Abstract
Patient MW, a known confabulator, and healthy age-matched controls produced past and future events. Events were judged on emotional valence and plausibility characteristics. No differences in valence were found between MW and controls, although a positive emotional bias toward the future was observed. Strikingly, MW produced confabulations about future events that were significantly more implausible than those produced by healthy controls whereas MW and healthy controls produced past events comparable in plausibility. A neurocognitive explanation is offered based on differences between remembering and imagining. Possible implications of this single case in relation to confabulation and mental time travel are discussed.
The authors wish to thank Martin A. Conway for providing invaluable guidance on this case study and two anonymous reviewers for their helpful comments. We would also like to thank the Brain Injury Rehabilitation Trust for their assistance, a registered charity that provides community-based rehabilitation for adults with brain injury. We extend our gratitude to MW and his wife for all their encouraging help in this research.
Notes
1. 1No control data is available for comparison.
2. 2It is noteworthy that the positivity bias could have been due to the more advanced age of MW and the control participants. However, to our knowledge, the future positivity bias has only been investigated in young healthy adults (e.g. Berntsen & Jacobsen, Citation2008; Newby-Clark & Ross, Citation2003). Therefore to answer the question of whether this particular bias exists in older age requires further empirical investigation, possibly comparing the bias in young and old participants.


» **What to work on**:
Copy every record verbatim. Leave the pictures out.

» **Available data**:

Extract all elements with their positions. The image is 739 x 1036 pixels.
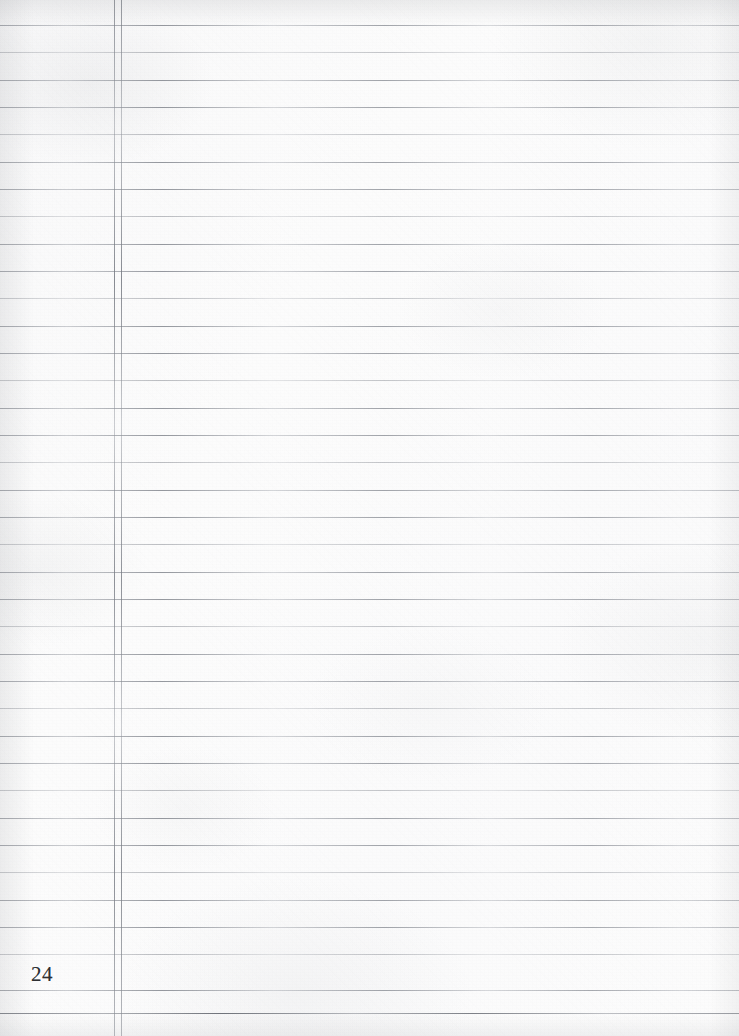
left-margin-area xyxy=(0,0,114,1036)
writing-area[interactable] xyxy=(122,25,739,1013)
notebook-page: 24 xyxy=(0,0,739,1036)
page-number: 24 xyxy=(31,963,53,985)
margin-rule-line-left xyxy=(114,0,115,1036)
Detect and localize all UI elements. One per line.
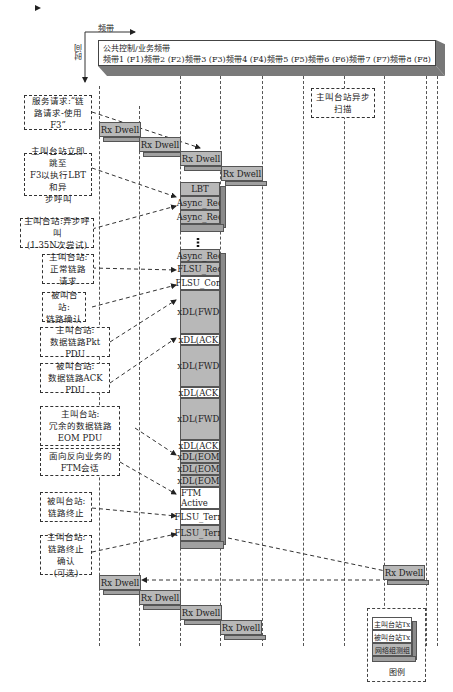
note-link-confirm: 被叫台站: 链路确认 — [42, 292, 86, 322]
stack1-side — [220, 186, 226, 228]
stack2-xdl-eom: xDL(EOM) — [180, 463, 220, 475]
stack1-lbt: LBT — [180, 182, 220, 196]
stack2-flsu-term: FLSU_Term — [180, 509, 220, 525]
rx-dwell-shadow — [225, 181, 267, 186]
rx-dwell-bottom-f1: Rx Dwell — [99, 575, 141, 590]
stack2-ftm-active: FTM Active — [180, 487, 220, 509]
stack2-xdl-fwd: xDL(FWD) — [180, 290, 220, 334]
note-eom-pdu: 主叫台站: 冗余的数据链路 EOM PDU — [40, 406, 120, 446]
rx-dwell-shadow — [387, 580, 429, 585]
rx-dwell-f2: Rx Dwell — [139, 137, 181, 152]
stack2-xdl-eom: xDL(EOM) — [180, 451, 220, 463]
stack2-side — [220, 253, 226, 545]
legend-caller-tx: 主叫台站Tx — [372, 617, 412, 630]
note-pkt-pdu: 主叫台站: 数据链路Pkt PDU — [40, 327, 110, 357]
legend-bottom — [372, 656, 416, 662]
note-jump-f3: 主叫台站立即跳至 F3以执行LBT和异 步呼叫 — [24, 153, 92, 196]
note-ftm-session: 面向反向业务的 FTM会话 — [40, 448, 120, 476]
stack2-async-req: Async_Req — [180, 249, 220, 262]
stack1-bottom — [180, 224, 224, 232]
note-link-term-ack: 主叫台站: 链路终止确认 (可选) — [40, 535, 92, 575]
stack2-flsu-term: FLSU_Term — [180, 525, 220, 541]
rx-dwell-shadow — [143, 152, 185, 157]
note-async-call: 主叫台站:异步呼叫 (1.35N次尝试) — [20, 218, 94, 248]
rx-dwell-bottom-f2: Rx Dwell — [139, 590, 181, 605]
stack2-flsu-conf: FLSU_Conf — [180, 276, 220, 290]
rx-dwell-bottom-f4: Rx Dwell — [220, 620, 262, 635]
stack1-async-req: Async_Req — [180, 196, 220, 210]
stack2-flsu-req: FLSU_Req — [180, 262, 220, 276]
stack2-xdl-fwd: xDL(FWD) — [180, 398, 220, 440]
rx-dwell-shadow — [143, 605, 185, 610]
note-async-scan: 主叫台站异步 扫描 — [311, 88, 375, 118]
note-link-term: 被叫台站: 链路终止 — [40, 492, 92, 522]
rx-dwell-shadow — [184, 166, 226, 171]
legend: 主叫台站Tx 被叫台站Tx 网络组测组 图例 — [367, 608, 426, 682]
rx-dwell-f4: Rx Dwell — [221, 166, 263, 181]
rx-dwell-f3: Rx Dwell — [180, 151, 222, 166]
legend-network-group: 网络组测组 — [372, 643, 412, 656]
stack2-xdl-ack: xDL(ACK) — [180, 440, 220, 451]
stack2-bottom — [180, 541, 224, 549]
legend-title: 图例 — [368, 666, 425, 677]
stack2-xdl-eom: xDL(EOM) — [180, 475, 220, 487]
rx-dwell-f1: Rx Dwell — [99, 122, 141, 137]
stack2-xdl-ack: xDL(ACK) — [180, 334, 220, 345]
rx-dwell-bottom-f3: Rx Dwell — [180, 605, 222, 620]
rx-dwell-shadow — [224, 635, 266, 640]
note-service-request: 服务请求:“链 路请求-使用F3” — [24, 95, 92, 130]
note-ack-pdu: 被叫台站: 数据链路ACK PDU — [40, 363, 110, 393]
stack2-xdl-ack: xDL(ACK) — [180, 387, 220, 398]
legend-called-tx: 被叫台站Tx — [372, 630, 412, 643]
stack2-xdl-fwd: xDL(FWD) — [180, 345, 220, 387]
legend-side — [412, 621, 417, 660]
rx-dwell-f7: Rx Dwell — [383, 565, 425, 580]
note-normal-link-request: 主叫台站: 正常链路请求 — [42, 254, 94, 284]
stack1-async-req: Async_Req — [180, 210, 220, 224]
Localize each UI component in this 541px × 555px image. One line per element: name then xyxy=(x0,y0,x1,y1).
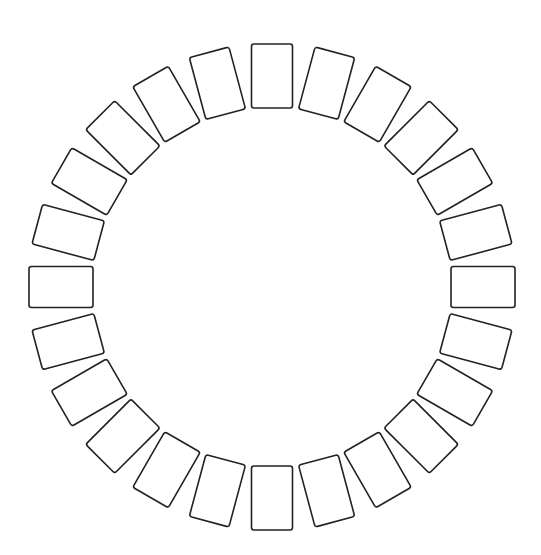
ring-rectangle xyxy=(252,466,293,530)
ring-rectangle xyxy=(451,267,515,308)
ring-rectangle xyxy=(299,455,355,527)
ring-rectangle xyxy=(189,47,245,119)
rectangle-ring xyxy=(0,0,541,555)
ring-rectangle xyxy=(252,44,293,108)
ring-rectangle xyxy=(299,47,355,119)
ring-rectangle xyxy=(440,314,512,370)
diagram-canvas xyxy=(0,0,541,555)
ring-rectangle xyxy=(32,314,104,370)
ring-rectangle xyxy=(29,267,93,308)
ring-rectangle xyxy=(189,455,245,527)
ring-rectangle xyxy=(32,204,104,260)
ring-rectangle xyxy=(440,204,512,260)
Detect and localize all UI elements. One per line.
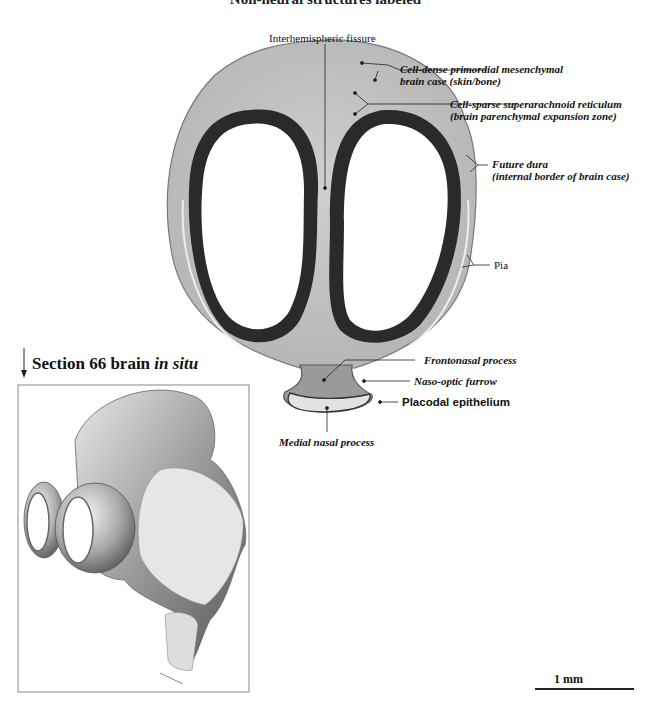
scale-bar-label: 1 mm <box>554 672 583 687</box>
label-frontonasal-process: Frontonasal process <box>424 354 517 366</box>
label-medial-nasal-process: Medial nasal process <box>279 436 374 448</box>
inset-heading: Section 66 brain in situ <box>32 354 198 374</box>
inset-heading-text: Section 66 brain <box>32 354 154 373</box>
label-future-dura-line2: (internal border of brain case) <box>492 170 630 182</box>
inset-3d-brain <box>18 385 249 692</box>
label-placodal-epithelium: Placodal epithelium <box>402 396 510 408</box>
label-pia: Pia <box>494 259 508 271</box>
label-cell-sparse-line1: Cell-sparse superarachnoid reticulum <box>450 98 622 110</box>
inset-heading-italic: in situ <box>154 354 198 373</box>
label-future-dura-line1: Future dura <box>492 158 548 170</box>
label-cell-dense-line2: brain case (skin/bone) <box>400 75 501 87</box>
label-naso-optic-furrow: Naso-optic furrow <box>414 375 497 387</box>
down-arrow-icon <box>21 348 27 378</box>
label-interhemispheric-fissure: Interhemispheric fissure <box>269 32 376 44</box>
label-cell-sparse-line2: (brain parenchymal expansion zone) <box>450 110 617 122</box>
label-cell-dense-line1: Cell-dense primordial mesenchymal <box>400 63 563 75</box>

» **Problem solution**:
Extract all elements with their positions. The image is 739 x 1036 pixels.
left-margin-area xyxy=(0,0,114,1036)
writing-area[interactable] xyxy=(122,25,739,1013)
notebook-page: 24 xyxy=(0,0,739,1036)
page-number: 24 xyxy=(31,963,53,985)
margin-rule-line-left xyxy=(114,0,115,1036)
Detect and localize all UI elements. One per line.
note-link-confirm: 被叫台站: 链路确认 — [42, 292, 86, 322]
stack1-side — [220, 186, 226, 228]
stack2-xdl-eom: xDL(EOM) — [180, 463, 220, 475]
stack1-lbt: LBT — [180, 182, 220, 196]
stack2-flsu-term: FLSU_Term — [180, 509, 220, 525]
rx-dwell-shadow — [225, 181, 267, 186]
rx-dwell-bottom-f1: Rx Dwell — [99, 575, 141, 590]
stack2-ftm-active: FTM Active — [180, 487, 220, 509]
stack2-xdl-fwd: xDL(FWD) — [180, 290, 220, 334]
note-eom-pdu: 主叫台站: 冗余的数据链路 EOM PDU — [40, 406, 120, 446]
rx-dwell-shadow — [387, 580, 429, 585]
rx-dwell-f2: Rx Dwell — [139, 137, 181, 152]
stack2-xdl-eom: xDL(EOM) — [180, 451, 220, 463]
stack2-side — [220, 253, 226, 545]
legend-caller-tx: 主叫台站Tx — [372, 617, 412, 630]
note-pkt-pdu: 主叫台站: 数据链路Pkt PDU — [40, 327, 110, 357]
legend-bottom — [372, 656, 416, 662]
note-jump-f3: 主叫台站立即跳至 F3以执行LBT和异 步呼叫 — [24, 153, 92, 196]
note-ftm-session: 面向反向业务的 FTM会话 — [40, 448, 120, 476]
stack2-async-req: Async_Req — [180, 249, 220, 262]
stack1-bottom — [180, 224, 224, 232]
note-link-term-ack: 主叫台站: 链路终止确认 (可选) — [40, 535, 92, 575]
stack2-flsu-term: FLSU_Term — [180, 525, 220, 541]
rx-dwell-shadow — [143, 152, 185, 157]
note-async-call: 主叫台站:异步呼叫 (1.35N次尝试) — [20, 218, 94, 248]
rx-dwell-bottom-f2: Rx Dwell — [139, 590, 181, 605]
stack2-flsu-conf: FLSU_Conf — [180, 276, 220, 290]
rx-dwell-bottom-f4: Rx Dwell — [220, 620, 262, 635]
stack1-async-req: Async_Req — [180, 196, 220, 210]
stack2-flsu-req: FLSU_Req — [180, 262, 220, 276]
stack2-xdl-fwd: xDL(FWD) — [180, 398, 220, 440]
rx-dwell-shadow — [143, 605, 185, 610]
note-async-scan: 主叫台站异步 扫描 — [311, 88, 375, 118]
note-link-term: 被叫台站: 链路终止 — [40, 492, 92, 522]
rx-dwell-shadow — [184, 166, 226, 171]
legend: 主叫台站Tx 被叫台站Tx 网络组测组 图例 — [367, 608, 426, 682]
rx-dwell-f4: Rx Dwell — [221, 166, 263, 181]
rx-dwell-f3: Rx Dwell — [180, 151, 222, 166]
legend-network-group: 网络组测组 — [372, 643, 412, 656]
stack2-xdl-ack: xDL(ACK) — [180, 440, 220, 451]
stack2-bottom — [180, 541, 224, 549]
legend-title: 图例 — [368, 666, 425, 677]
stack2-xdl-eom: xDL(EOM) — [180, 475, 220, 487]
rx-dwell-f1: Rx Dwell — [99, 122, 141, 137]
stack2-xdl-ack: xDL(ACK) — [180, 334, 220, 345]
rx-dwell-bottom-f3: Rx Dwell — [180, 605, 222, 620]
rx-dwell-shadow — [224, 635, 266, 640]
note-service-request: 服务请求:“链 路请求-使用F3” — [24, 95, 92, 130]
note-ack-pdu: 被叫台站: 数据链路ACK PDU — [40, 363, 110, 393]
stack2-xdl-ack: xDL(ACK) — [180, 387, 220, 398]
legend-called-tx: 被叫台站Tx — [372, 630, 412, 643]
stack2-xdl-fwd: xDL(FWD) — [180, 345, 220, 387]
legend-side — [412, 621, 417, 660]
rx-dwell-f7: Rx Dwell — [383, 565, 425, 580]
note-normal-link-request: 主叫台站: 正常链路请求 — [42, 254, 94, 284]
stack1-async-req: Async_Req — [180, 210, 220, 224]
Localize each UI component in this 541px × 555px image. One line per element: name then xyxy=(x0,y0,x1,y1).
ring-rectangle xyxy=(252,466,293,530)
ring-rectangle xyxy=(451,267,515,308)
ring-rectangle xyxy=(299,455,355,527)
ring-rectangle xyxy=(189,47,245,119)
rectangle-ring xyxy=(0,0,541,555)
ring-rectangle xyxy=(252,44,293,108)
ring-rectangle xyxy=(299,47,355,119)
ring-rectangle xyxy=(440,314,512,370)
diagram-canvas xyxy=(0,0,541,555)
ring-rectangle xyxy=(32,314,104,370)
ring-rectangle xyxy=(29,267,93,308)
ring-rectangle xyxy=(189,455,245,527)
ring-rectangle xyxy=(32,204,104,260)
ring-rectangle xyxy=(440,204,512,260)
Detect and localize all UI elements. One per line.
scale-bar-label: 1 mm <box>554 672 583 687</box>
label-frontonasal-process: Frontonasal process <box>424 354 517 366</box>
label-medial-nasal-process: Medial nasal process <box>279 436 374 448</box>
inset-heading: Section 66 brain in situ <box>32 354 198 374</box>
inset-heading-text: Section 66 brain <box>32 354 154 373</box>
label-future-dura-line2: (internal border of brain case) <box>492 170 630 182</box>
inset-3d-brain <box>18 385 249 692</box>
label-placodal-epithelium: Placodal epithelium <box>402 396 510 408</box>
label-pia: Pia <box>494 259 508 271</box>
label-cell-sparse-line1: Cell-sparse superarachnoid reticulum <box>450 98 622 110</box>
inset-heading-italic: in situ <box>154 354 198 373</box>
label-future-dura-line1: Future dura <box>492 158 548 170</box>
label-cell-dense-line2: brain case (skin/bone) <box>400 75 501 87</box>
label-naso-optic-furrow: Naso-optic furrow <box>414 375 497 387</box>
down-arrow-icon <box>21 348 27 378</box>
label-interhemispheric-fissure: Interhemispheric fissure <box>269 32 376 44</box>
label-cell-sparse-line2: (brain parenchymal expansion zone) <box>450 110 617 122</box>
label-cell-dense-line1: Cell-dense primordial mesenchymal <box>400 63 563 75</box>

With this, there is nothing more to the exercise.